State Sen. Kai Kahele of Hilo wants the University of Hawaii at Hilo’s enrollment to exceed 5,000 students in 10 years.
State Sen. Kai Kahele of Hilo wants the University of Hawaii at Hilo’s enrollment to exceed 5,000 students in 10 years.
Kahele, who chairs the Senate’s higher education committee, announced his enrollment goal Wednesday during a two-hour, town hall meeting on campus. About 100 people attended.
Preliminary figures show 3,446 students were enrolled Aug. 22 at UH-Hilo, a 4.3 percent drop compared with the prior year and the fifth consecutive year enrollment has decreased.
“It’s not a secret, (enrollment) is a major challenge we face,” Kahele told attendees of the meeting, in which he spoke about the issue at length. “I don’t think using the word hemorrhaging is an exaggeration … the existence of the university is to educate students, and if we’re not putting students in seats, we’re not even doing our core function.”
Kahele’s own enrollment goal exceeds the goal outlined in UH-Hilo’s current enrollment plan, which targets 3,830 students to be enrolled by 2020. Kahele previously called that goal “disappointing” and said it didn’t go far enough.
This year’s enrollment decline was largely among continuing students, which decreased from 2,384 on Aug. 22, 2016, to 2,227 last week.
Kahele said many of the continuing students who did not return were out-of-state, first-time freshmen. He said about 25 percent of first-time freshmen systemwide do not return for their sophomore year. UH-Hilo did not have campus-specific data available by press time Thursday.
Kahele floated several ideas during the meeting, including starting a community mentoring program that would pair local families with new, nonresident students.
“We know that students who come from the mainland, if we don’t touch them or don’t connect them to Hawaii, they’re not going to come back,” he said.
Kahele said he also plans to visit Hilo high schools this fall to help recruit students and wants more island students to fill out financial aid applications. He said only a small fraction of public school graduates enroll at UH-Hilo.
“We have Waiakea High School right across the street,” Kahele said. “ … We’re not even getting 10 percent of those students. This is where we need to start.”
His ideas garnered some nods, though some also expressed concerns. An attendee who identified herself as a nontraditional Hawaii Community College student questioned efforts she said seemed geared heavily toward out-of-state students.
“What about our own students?” she asked. “We need to clean up our own back yard before we go clean up someone else’s.”
UH-Hilo Director of Admissions Zachary Street added many resident students purposely attend college elsewhere to experience something new.
“I think we have to accept that’s an option for many students but (we need to) make sure we’re an affordable and enticing option … for those who are going to come,” Street said. “ … We should never want a student going somewhere else because they didn’t know about us or couldn’t afford it or we didn’t have the right programs.”
The meeting kicked off Kahele’s statewide higher education tour, during which he said he plans to visit all campuses in the UH system. Kahele said he’ll visit HCC and UH-Hilo on Oct. 11. He said he’ll visit the North Hawaii Education and Research Center and HCC’s Palamnui campus Oct. 12.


■ Assignment
Go through the entries below and collect each line with the string "element" in it.

■ Raw data
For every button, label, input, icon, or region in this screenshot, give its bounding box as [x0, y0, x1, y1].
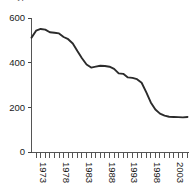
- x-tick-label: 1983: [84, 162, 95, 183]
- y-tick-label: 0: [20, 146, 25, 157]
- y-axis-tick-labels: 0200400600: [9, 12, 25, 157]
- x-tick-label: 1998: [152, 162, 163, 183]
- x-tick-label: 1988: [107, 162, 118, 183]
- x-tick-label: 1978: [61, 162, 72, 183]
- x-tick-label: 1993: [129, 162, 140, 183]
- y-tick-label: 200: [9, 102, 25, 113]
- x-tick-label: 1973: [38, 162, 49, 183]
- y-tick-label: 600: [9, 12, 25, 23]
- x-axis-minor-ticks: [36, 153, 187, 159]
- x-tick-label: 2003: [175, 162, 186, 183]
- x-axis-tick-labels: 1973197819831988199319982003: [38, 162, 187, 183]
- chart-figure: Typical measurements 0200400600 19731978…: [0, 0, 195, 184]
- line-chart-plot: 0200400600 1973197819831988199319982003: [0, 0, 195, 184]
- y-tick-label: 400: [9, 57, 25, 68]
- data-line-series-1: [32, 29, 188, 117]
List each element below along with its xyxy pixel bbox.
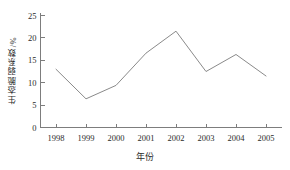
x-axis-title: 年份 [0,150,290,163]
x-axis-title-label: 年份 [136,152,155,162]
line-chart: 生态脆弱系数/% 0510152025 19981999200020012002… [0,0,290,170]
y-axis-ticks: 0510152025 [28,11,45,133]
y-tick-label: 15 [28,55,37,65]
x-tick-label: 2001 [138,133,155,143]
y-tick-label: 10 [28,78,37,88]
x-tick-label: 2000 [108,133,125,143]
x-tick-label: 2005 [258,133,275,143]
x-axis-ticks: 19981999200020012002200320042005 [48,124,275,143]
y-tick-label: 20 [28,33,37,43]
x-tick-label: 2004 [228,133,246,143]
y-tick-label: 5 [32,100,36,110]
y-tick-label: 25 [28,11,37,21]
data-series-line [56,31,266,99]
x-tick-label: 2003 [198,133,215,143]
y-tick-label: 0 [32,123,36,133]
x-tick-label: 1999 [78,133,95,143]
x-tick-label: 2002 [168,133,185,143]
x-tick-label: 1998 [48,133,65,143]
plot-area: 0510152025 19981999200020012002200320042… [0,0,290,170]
...
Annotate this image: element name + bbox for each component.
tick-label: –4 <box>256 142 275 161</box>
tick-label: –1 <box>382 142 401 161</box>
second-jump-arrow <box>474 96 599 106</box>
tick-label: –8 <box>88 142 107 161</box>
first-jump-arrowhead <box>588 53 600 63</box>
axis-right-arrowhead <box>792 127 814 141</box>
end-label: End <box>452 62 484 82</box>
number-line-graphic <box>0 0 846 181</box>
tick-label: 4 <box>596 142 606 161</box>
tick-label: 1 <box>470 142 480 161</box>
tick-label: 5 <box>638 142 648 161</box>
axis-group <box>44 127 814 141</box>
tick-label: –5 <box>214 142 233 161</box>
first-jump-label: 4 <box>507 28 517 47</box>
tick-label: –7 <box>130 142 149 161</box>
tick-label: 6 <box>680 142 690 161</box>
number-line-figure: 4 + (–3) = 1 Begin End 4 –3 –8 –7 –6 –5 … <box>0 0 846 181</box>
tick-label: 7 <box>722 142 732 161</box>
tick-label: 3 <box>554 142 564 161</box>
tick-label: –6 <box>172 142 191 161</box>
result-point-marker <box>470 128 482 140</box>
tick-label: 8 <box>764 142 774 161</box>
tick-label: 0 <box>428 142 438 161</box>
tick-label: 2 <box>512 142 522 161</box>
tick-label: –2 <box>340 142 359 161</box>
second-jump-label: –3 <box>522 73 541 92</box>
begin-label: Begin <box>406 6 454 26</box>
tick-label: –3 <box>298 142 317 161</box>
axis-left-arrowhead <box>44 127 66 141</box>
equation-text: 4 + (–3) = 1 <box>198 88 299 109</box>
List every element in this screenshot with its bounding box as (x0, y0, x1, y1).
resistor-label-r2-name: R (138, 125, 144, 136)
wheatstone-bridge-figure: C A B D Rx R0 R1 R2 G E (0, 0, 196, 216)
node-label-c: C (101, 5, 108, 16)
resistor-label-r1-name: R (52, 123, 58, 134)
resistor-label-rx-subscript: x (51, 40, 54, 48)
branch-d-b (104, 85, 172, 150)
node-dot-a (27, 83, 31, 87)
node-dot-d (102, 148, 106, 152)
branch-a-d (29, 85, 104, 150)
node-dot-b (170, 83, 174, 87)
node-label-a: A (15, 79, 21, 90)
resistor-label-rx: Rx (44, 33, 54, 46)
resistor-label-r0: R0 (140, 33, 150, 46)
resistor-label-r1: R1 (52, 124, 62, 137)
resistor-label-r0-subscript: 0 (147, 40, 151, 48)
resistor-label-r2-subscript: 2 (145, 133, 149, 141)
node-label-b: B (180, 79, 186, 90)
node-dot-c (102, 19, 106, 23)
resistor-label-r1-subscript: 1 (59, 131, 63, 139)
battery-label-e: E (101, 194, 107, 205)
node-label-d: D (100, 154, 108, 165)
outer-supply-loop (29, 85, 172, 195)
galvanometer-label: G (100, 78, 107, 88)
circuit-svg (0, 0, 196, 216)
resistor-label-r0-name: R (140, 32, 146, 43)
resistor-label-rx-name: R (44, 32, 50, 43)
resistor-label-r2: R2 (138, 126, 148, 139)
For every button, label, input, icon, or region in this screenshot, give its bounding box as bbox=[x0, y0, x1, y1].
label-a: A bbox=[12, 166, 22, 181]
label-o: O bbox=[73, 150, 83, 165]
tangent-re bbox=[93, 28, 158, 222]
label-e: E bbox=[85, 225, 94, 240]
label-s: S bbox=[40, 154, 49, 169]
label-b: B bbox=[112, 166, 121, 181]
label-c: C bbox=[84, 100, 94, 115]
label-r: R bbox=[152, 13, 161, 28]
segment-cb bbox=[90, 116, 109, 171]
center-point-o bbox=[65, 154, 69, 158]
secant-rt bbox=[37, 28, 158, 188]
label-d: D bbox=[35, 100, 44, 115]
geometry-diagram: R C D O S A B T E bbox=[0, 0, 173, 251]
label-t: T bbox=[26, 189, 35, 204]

■ Exercise answer
List each element below along with its xyxy pixel bbox.
Annotate this image: element name + bbox for each component.
List every element in this screenshot with its bounding box as (x0, y0, x1, y1).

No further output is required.